Donald Miralle just returned from the LA Marathon, where he and his team of assistant photographers captured the annual siege: nearly 40,000 athletes methodically descending on the city. From the Dodger Stadium starting line, where Miralle hovered above the crowd at dawn on a cherry picker, to the finish line at the Avenue of the Stars. After capturing the thrill of the start—80,000 legs suddenly in motion—they hopped on motorcycles to zip around the city and capture key moments of the entire 26.2-mile course. His wife, Lauren, and their two sons are happy to have him back on solid ground at their Leucadia home, but they know it won’t be long before the award-winning photographer takes off on his next adventure.
By Jet Ski, helicopter, or his own two feet, Miralle has gone far afield to capture the world’s most prolific athletes (Kobe Bryant and Shaquille O’Neal in the early 2000s, all the gold medal events for Usain Bolt and Michael Phelps), the largest events (the Super Bowl, the Summer and Winter Olympics), and the most remote locations, like cave diving isolated cenotes in Tulum.
“The moment I get on a scene, I take the camera away from my face and look around, absorb what’s around me,” says Miralle. “When your face is in the scamera, you miss out on a lot of things. I step back, watch the scene unfold, see the bigger picture.”
From the alternate realities just below the surface in the Yucatán Peninsula to the highest bike race on earth in Nepal, Miralle’s massive portfolio is a visual love letter to the great outdoors. His anything-for-the-shot approach has landed his work in The New York Times and Sports Illustrated, and earned him over 50 international awards, including six from the World Press Photo Foundation and seven from the Pictures of the Year International Competition for Sports Photographer of the Year. For our annual outdoors issue, Miralle shares some of his greatest adventure shots of all time. — Erica Nichols
Team China in the men’s synchronized 10-meter platform diving at the Tokyo 2020 Summer Olympics
“This is such an insane sport, where divers have to be in perfect synchronization. This photo captures that dynamic, multiple-exposure movement showing the spins and dives they’re doing.”
Caeleb Dressel: Men’s 100-meter butterfly at the Tokyo 2020 Summer Olympics
“Dressel is one of the most powerful swimmers on the planet. I sat with a really long 600 millimeter lens prefocused to the spot where I predicted he’d come up and captured him bursting out of the water, on his way to get the gold medal.”
Swimming Team Free Final in the 2019 FINA World Championships
“The moment Team Russia enters the water, where the water is still really calm—I flipped the photo so their reflection at the bottom of the pool is mirrored. I had to really envision what I wanted way before the moment came here. The camera is static, situated in an underwater box that’s weighted down in the pool with about 200 feet of cable running out of the pool and onto the pool deck, where I fired the shot with a remote control.”
Professional surfer Lucas “Chumbo” Chianca at Mavericks in Half Moon Bay, 2017
“The California coast was hit by a massive swell, where the conditions were projecting waves from 35 to 50 feet for several days. I was positioned on a Jet Ski, capturing Chianca dropping in and outrunning this avalanche of water.”
2014 US Open of Surfing in Huntington Beach
“Shot for Sports Illustrated. I hung out of a helicopter to capture this cool, graphic view of the spectators along the pier and the turbulence in the water as the surfer paddles out.”
Bioluminescent waves beneath a full moon in Carlsbad, 2020
“Amid COVID, we were treated to bioluminescence and a full moon. With a couple of friends, we went out to a secret spot at night. It was a stealth mission of them paddling out into the water, myself waiting in the dark to watch them get a wave. Magical.”
Blacktip reef sharks in Bora Bora, 2016
“I was out in Tahiti competing in an open-water race. On my day off, I spent the morning swimming with these blacktip reef sharks and was able to appreciate the beauty of the pristine water there—it’s crystal clear, with a beautiful ecosystem.”
Fish moving among a coral reef in Bermuda, 2018
“On my last day of a work trip for Condé Nast, I took a boat out to a reef and free dived about 30 feet down, capturing this cool, pretty sea fan and the fish moving all around it.”
2016 Ironman Triathlon World Championship in Kailua-Kona, Hawai‘i
“I found myself at the bottom of the bay, at six a.m., as nearly 2,000 athletes waited in the water above me for the signal to start. There was this anticipation in the air when I saw this green honu [sea turtle] swim by my lens. I almost couldn’t believe it. It’s one of my more famous photos in sports and captures the mana [soul] of the event and of the Hawaiian Islands.”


### [PROBLEM STATEMENT]
A faithful, word-for-word transcription of all the data is what is needed.

### [LISTED ENTRIES]
___

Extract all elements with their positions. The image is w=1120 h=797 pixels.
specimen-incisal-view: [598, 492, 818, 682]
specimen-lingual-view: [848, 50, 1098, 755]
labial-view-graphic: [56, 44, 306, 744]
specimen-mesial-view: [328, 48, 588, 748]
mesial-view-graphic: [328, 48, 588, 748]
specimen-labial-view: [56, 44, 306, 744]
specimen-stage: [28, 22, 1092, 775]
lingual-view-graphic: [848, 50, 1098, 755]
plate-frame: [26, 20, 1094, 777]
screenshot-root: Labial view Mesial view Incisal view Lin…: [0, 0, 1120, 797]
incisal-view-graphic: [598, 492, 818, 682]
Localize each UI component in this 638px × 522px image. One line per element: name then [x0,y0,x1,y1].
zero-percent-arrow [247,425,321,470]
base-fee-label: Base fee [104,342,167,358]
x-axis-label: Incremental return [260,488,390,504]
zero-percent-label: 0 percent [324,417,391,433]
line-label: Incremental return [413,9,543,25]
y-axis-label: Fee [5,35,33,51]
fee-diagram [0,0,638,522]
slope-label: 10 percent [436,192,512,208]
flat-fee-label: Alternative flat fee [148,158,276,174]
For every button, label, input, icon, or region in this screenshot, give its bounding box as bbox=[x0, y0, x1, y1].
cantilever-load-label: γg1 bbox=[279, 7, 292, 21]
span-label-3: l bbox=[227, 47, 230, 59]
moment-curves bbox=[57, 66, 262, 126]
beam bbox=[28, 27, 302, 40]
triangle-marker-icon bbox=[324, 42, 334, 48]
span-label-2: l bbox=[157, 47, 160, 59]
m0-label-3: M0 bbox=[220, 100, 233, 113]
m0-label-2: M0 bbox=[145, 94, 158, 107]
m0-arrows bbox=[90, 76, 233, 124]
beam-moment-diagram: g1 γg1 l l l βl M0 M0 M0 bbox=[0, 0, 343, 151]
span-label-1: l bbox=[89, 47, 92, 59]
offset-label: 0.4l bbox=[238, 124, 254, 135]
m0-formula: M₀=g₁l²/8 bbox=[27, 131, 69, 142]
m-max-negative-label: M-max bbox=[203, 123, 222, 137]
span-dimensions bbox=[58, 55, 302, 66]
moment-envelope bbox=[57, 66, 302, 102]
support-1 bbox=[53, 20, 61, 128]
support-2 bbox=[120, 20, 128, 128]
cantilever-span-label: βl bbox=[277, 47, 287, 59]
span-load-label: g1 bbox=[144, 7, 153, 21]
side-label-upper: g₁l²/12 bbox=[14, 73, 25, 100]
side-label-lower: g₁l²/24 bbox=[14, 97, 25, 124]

___

### [ANSWER SECTION]
Extract all elements with their positions. The image is w=1120 h=797 pixels.
specimen-incisal-view: [598, 492, 818, 682]
specimen-lingual-view: [848, 50, 1098, 755]
labial-view-graphic: [56, 44, 306, 744]
specimen-mesial-view: [328, 48, 588, 748]
mesial-view-graphic: [328, 48, 588, 748]
specimen-labial-view: [56, 44, 306, 744]
specimen-stage: [28, 22, 1092, 775]
lingual-view-graphic: [848, 50, 1098, 755]
plate-frame: [26, 20, 1094, 777]
screenshot-root: Labial view Mesial view Incisal view Lin…: [0, 0, 1120, 797]
incisal-view-graphic: [598, 492, 818, 682]
Localize each UI component in this 638px × 522px image. One line per element: name then [x0,y0,x1,y1].
zero-percent-arrow [247,425,321,470]
base-fee-label: Base fee [104,342,167,358]
x-axis-label: Incremental return [260,488,390,504]
zero-percent-label: 0 percent [324,417,391,433]
line-label: Incremental return [413,9,543,25]
y-axis-label: Fee [5,35,33,51]
fee-diagram [0,0,638,522]
slope-label: 10 percent [436,192,512,208]
flat-fee-label: Alternative flat fee [148,158,276,174]
For every button, label, input, icon, or region in this screenshot, give its bounding box as bbox=[x0, y0, x1, y1].
cantilever-load-label: γg1 bbox=[279, 7, 292, 21]
span-label-3: l bbox=[227, 47, 230, 59]
moment-curves bbox=[57, 66, 262, 126]
beam bbox=[28, 27, 302, 40]
triangle-marker-icon bbox=[324, 42, 334, 48]
span-label-2: l bbox=[157, 47, 160, 59]
m0-label-3: M0 bbox=[220, 100, 233, 113]
m0-label-2: M0 bbox=[145, 94, 158, 107]
m0-arrows bbox=[90, 76, 233, 124]
beam-moment-diagram: g1 γg1 l l l βl M0 M0 M0 bbox=[0, 0, 343, 151]
span-label-1: l bbox=[89, 47, 92, 59]
offset-label: 0.4l bbox=[238, 124, 254, 135]
m0-formula: M₀=g₁l²/8 bbox=[27, 131, 69, 142]
m-max-negative-label: M-max bbox=[203, 123, 222, 137]
span-dimensions bbox=[58, 55, 302, 66]
moment-envelope bbox=[57, 66, 302, 102]
support-1 bbox=[53, 20, 61, 128]
support-2 bbox=[120, 20, 128, 128]
cantilever-span-label: βl bbox=[277, 47, 287, 59]
span-load-label: g1 bbox=[144, 7, 153, 21]
side-label-upper: g₁l²/12 bbox=[14, 73, 25, 100]
side-label-lower: g₁l²/24 bbox=[14, 97, 25, 124]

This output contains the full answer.